The idea is to divide all lines of your text into words (for example, using strsplit), concatenate all words and count the instances of each word (for example, using table). The code below shows a possible implementation:

contaPalavras <- function(linhas) {
    palavras <- strsplit(linhas, "\\W+")
    todas <- unlist(palavras)
    contagem <- table(todas)
    contagem[order(-contagem)]
}
linhas <- c(
    "Lorem ipsum dolor sit amet, consectetuer adipiscing elit. Maecenas porttitor congue massa. Fusce posuere, magna sed pulvinar ultricies, purus lectus malesuada libero, sit amet commodo magna eros quis urna.",
    "Nunc viverra imperdiet enim. Fusce est. Vivamus a tellus.",
    "Pellentesque habitant morbi tristique senectus et netus et malesuada fames ac turpis egestas. Proin pharetra nonummy pede. Mauris et orci.",
    "Aenean nec lorem. In porttitor. Donec laoreet nonummy augue.",
    "Suspendisse dui purus, scelerisque at, vulputate vitae, pretium mattis, nunc. Mauris eget neque at sem venenatis eleifend. Ut nonummy.",
    "Fusce aliquet pede non pede. Suspendisse dapibus lorem pellentesque magna. Integer nulla.",
    "Donec blandit feugiat ligula. Donec hendrerit, felis et imperdiet euismod, purus ipsum pretium metus, in lacinia nulla nisl eget sapien. Donec ut est in lectus consequat consequat.",
    "Etiam eget dui. Aliquam erat volutpat. Sed at lorem in nunc porta tristique.",
    "Proin nec augue. Quisque aliquam tempor magna. Pellentesque habitant morbi tristique senectus et netus et malesuada fames ac turpis egestas.",
    "Nunc ac magna. Maecenas odio dolor, vulputate vel, auctor ac, accumsan id, felis. Pellentesque cursus sagittis felis.")
contaPalavras(linhas)

Note that you will probably want to remove words you don’t want to count, such as articles, conjunctions, prepositions, etc., but this depends on the rules of your business.

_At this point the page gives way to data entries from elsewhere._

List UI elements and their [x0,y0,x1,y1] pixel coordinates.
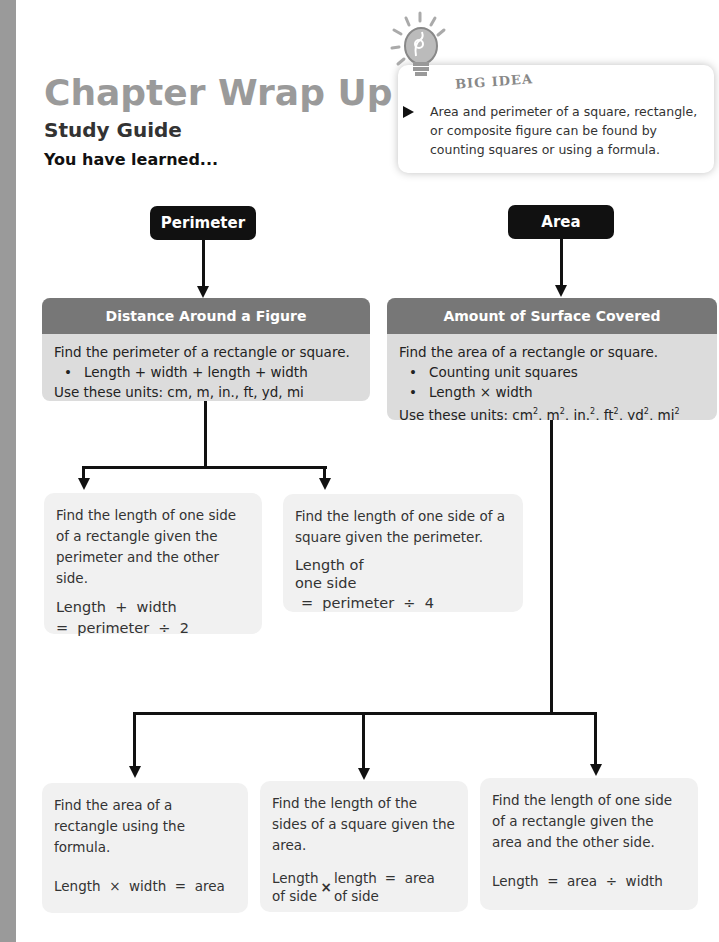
box-description: Find the length of one side of a rectang… [492,790,686,853]
arrow-down-icon [555,285,567,297]
unit: m [547,407,560,421]
formula: Length of one side = perimeter ÷ 4 [295,556,511,614]
formula-part: Length [272,869,319,887]
area-card-heading: Amount of Surface Covered [387,298,717,334]
exponent: 2 [590,407,595,416]
unit: cm [512,407,533,421]
arrow-down-icon [129,766,141,778]
connector-line [204,401,207,467]
units-prefix: Use these units: [399,407,512,421]
formula-line: Length + width [56,597,250,618]
perimeter-rectangle-side-box: Find the length of one side of a rectang… [44,493,262,634]
connector-line [560,239,563,285]
box-description: Find the length of one side of a rectang… [56,505,250,589]
formula-part: Length of [295,556,364,574]
area-label: Area [508,205,614,239]
perimeter-card-units: Use these units: cm, m, in., ft, yd, mi [54,382,358,401]
page-title: Chapter Wrap Up [44,72,392,113]
box-description: Find the area of a rectangle using the f… [54,795,204,858]
connector-line [133,712,136,768]
exponent: 2 [560,407,565,416]
box-description: Find the length of one side of a square … [295,506,511,548]
area-square-side-box: Find the length of the sides of a square… [260,781,468,912]
connector-line [202,240,205,286]
perimeter-card-bullet: Length + width + length + width [54,362,358,382]
area-card-bullet: Length × width [399,382,705,402]
formula-part: one side [295,574,364,592]
area-card-bullet: Counting unit squares [399,362,705,382]
formula-part: = area [385,868,435,889]
connector-line [594,712,597,766]
formula: Length of side × length of side = area [272,868,456,905]
area-rectangle-formula-box: Find the area of a rectangle using the f… [42,783,248,913]
formula-part: = perimeter ÷ 4 [301,593,434,614]
connector-line [550,420,553,714]
perimeter-card: Distance Around a Figure Find the perime… [42,298,370,401]
connector-line [133,712,597,715]
formula-part: of side [334,887,379,905]
perimeter-label: Perimeter [150,206,256,240]
exponent: 2 [614,407,619,416]
box-description: Find the length of the sides of a square… [272,793,456,856]
section-subtitle: Study Guide [44,118,182,142]
unit: yd [627,407,644,421]
perimeter-card-body: Find the perimeter of a rectangle or squ… [42,334,370,401]
formula-line: = perimeter ÷ 2 [56,618,250,639]
perimeter-card-line: Find the perimeter of a rectangle or squ… [54,342,358,362]
unit: in. [573,407,590,421]
arrow-down-icon [197,286,209,298]
intro-text: You have learned... [44,150,218,169]
exponent: 2 [644,407,649,416]
formula: Length + width = perimeter ÷ 2 [56,597,250,639]
connector-line [362,712,365,768]
perimeter-square-side-box: Find the length of one side of a square … [283,494,523,612]
unit: mi [657,407,674,421]
page-edge-stripe [0,0,16,942]
big-idea-text: Area and perimeter of a square, rectangl… [430,102,710,159]
fraction-label: Length of one side [295,556,364,592]
arrow-down-icon [319,478,331,490]
area-card-body: Find the area of a rectangle or square. … [387,334,717,420]
area-card-units: Use these units: cm2, m2, in.2, ft2, yd2… [399,402,705,420]
formula-part: × [321,877,332,898]
arrow-down-icon [590,764,602,776]
exponent: 2 [533,407,538,416]
arrow-down-icon [358,768,370,780]
formula: Length = area ÷ width [492,871,686,892]
exponent: 2 [674,407,679,416]
triangle-bullet-icon [403,106,414,118]
fraction-label: Length of side [272,869,319,905]
arrow-down-icon [78,478,90,490]
unit: ft [604,407,614,421]
perimeter-card-heading: Distance Around a Figure [42,298,370,334]
formula-part: of side [272,887,319,905]
connector-line [82,466,327,469]
area-rectangle-side-box: Find the length of one side of a rectang… [480,778,698,910]
formula: Length × width = area [54,876,236,897]
formula-part: length [334,869,379,887]
fraction-label: length of side [334,869,379,905]
area-card-line: Find the area of a rectangle or square. [399,342,705,362]
area-card: Amount of Surface Covered Find the area … [387,298,717,420]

  • Thank you very much :D

1

The package tokenizers helps to do this in a very easy way!

Example:

library(tokenizers)

tokenize_words(linhas, lowercase = FALSE) %>%
  unlist() %>%
  table() %>%
  sort(decreasing = TRUE)

The legal of tokenizers is that it already does some treatments like turn everything into tiny, withdraw score, etc.

In addition, it has other functions such as tokenizer_ngrams that instead of counting words, it would count combinations of words.